Persian Blanket
For 47 years, Iran has not been held to any standard
(As US and Israeli airstrikes continue, Iran faces an internet blackout and continuing repression at all levels. [Vahid Salemi/AP Images])
Since the 1979 Islamic revolution, Iran’s aggression against its people, neighbouring states, Israel, the US and other democracies has never stopped. Yet Europe, the UK, Japan, Canada, Australia, the Gulf states and other allies — the famous middle powers of Carney’s Davos speech — appear reluctant to confront the threat to regional security and global commerce that Iran represents. Why is this?
Let’s first recall the Khomeinist regime’s track record:
Revolution and genocide: Iran’s ideological goal is to export its theocratic revolution, eliminate Israel (”the Little Satan”) and damage the U.S. (”the Great Satan”).
Iraq and Syria: After 2003, Shia militias in Iraq killed U.S. and coalition forces. Iranian proxies in Syria triggered massive displacement, destabilizing Europe.

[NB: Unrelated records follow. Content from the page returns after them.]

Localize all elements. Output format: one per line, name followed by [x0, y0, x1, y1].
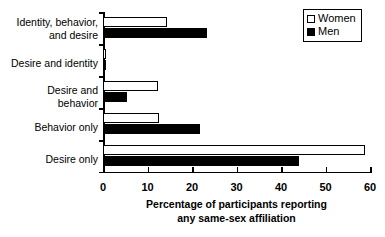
- category-label-desire-only: Desire only: [0, 153, 98, 166]
- bar-group-behavior-only: [103, 108, 370, 140]
- x-tick-label-50: 50: [319, 181, 331, 193]
- bar-men: [103, 28, 207, 38]
- category-label-desire-and-identity: Desire and identity: [0, 57, 98, 70]
- legend-label-women: Women: [318, 12, 356, 25]
- bar-men: [103, 124, 200, 134]
- bar-chart: Identity, behavior, and desire Desire an…: [0, 0, 385, 237]
- bar-men: [103, 156, 299, 166]
- x-tick-label-40: 40: [275, 181, 287, 193]
- x-tick-label-10: 10: [141, 181, 153, 193]
- bar-group-desire-and-identity: [103, 44, 370, 76]
- bar-men: [103, 92, 127, 102]
- x-tick-label-30: 30: [230, 181, 242, 193]
- x-axis-tick: [370, 167, 372, 173]
- bar-women: [103, 113, 159, 123]
- legend-item-men: Men: [307, 25, 356, 38]
- category-label-identity-behavior-desire: Identity, behavior, and desire: [0, 16, 98, 41]
- x-tick-label-0: 0: [100, 181, 106, 193]
- legend-item-women: Women: [307, 12, 356, 25]
- bar-group-desire-and-behavior: [103, 76, 370, 108]
- bar-men: [103, 60, 106, 70]
- bar-women: [103, 145, 365, 155]
- bar-women: [103, 81, 158, 91]
- bar-women: [103, 17, 167, 27]
- x-axis-title: Percentage of participants reporting any…: [103, 197, 370, 225]
- bar-women: [103, 49, 106, 59]
- legend: Women Men: [303, 9, 362, 42]
- category-label-desire-and-behavior: Desire and behavior: [0, 84, 98, 109]
- legend-swatch-men-icon: [307, 28, 315, 36]
- legend-swatch-women-icon: [307, 15, 315, 23]
- x-tick-label-20: 20: [186, 181, 198, 193]
- category-label-behavior-only: Behavior only: [0, 121, 98, 134]
- x-tick-label-60: 60: [364, 181, 376, 193]
- legend-label-men: Men: [318, 25, 339, 38]
- bar-group-desire-only: [103, 140, 370, 172]
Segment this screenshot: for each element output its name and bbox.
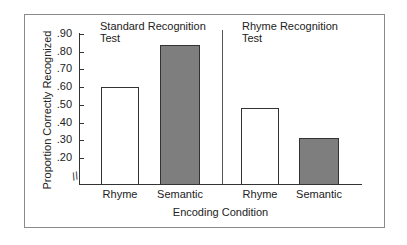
category-label-semantic-2: Semantic xyxy=(289,188,349,200)
bar-semantic-panel2 xyxy=(299,138,339,185)
y-tick-label: .40 xyxy=(42,116,72,128)
y-tick-label: .20 xyxy=(42,151,72,163)
panel-divider xyxy=(222,30,223,184)
y-tick-label: .70 xyxy=(42,62,72,74)
y-axis-line xyxy=(79,33,80,185)
y-tick-label: .60 xyxy=(42,80,72,92)
bar-rhyme-panel2 xyxy=(241,108,279,185)
y-tick-label: .30 xyxy=(42,133,72,145)
bar-semantic-panel1 xyxy=(160,45,200,185)
y-tick-label: .50 xyxy=(42,98,72,110)
y-tick-label: .80 xyxy=(42,45,72,57)
x-axis-label: Encoding Condition xyxy=(0,206,407,218)
category-label-semantic-1: Semantic xyxy=(150,188,210,200)
panel-title-standard: Standard RecognitionTest xyxy=(100,20,206,44)
bar-rhyme-panel1 xyxy=(101,87,139,185)
y-tick-label: .90 xyxy=(42,27,72,39)
category-label-rhyme-2: Rhyme xyxy=(230,188,290,200)
panel-title-rhyme: Rhyme RecognitionTest xyxy=(242,20,338,44)
category-label-rhyme-1: Rhyme xyxy=(90,188,150,200)
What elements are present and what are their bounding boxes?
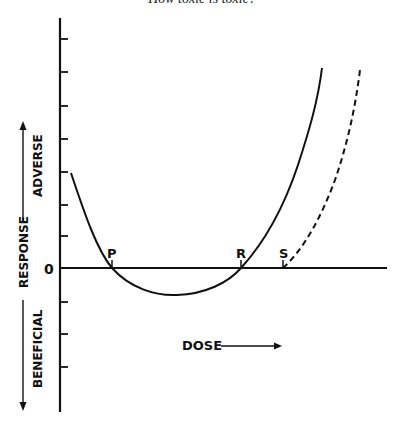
- arrow-down-icon: [20, 402, 27, 411]
- dose-arrow-head-icon: [274, 343, 282, 350]
- label-p: P: [107, 246, 117, 261]
- y-label-beneficial: BENEFICIAL: [31, 309, 45, 388]
- y-zero-label: 0: [44, 261, 54, 277]
- y-label-adverse: ADVERSE: [31, 134, 45, 197]
- dose-response-chart: 0 P R S DOSE RESPONSE ADVERSE BENEFICIAL: [0, 0, 404, 429]
- solid-dose-response-curve: [71, 68, 322, 295]
- label-s: S: [279, 246, 288, 261]
- dashed-dose-response-curve: [283, 70, 360, 268]
- label-r: R: [236, 246, 246, 261]
- y-axis-label-response: RESPONSE: [17, 216, 31, 288]
- x-axis-label-dose: DOSE: [182, 338, 222, 353]
- y-ticks: [60, 39, 68, 367]
- arrow-up-icon: [20, 121, 27, 130]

Armed groups: The Islamic Revolutionary Guard Corps (IRGC) and its Quds Force built the ‘axis of resistance’: Hezbollah in Lebanon; Hamas and Palestinian Islamic Jihad in Gaza; the Houthis in Yemen to attack shipping, Saudi Arabia and Israel.
Terrorism sponsorship: The 1983 Beirut barracks bombing killed 241 U.S. Marines: Iran has been on the U.S. state sponsors of terrorism list since 1984. Iran has orchestrated plots against dissidents and Jewish targets worldwide.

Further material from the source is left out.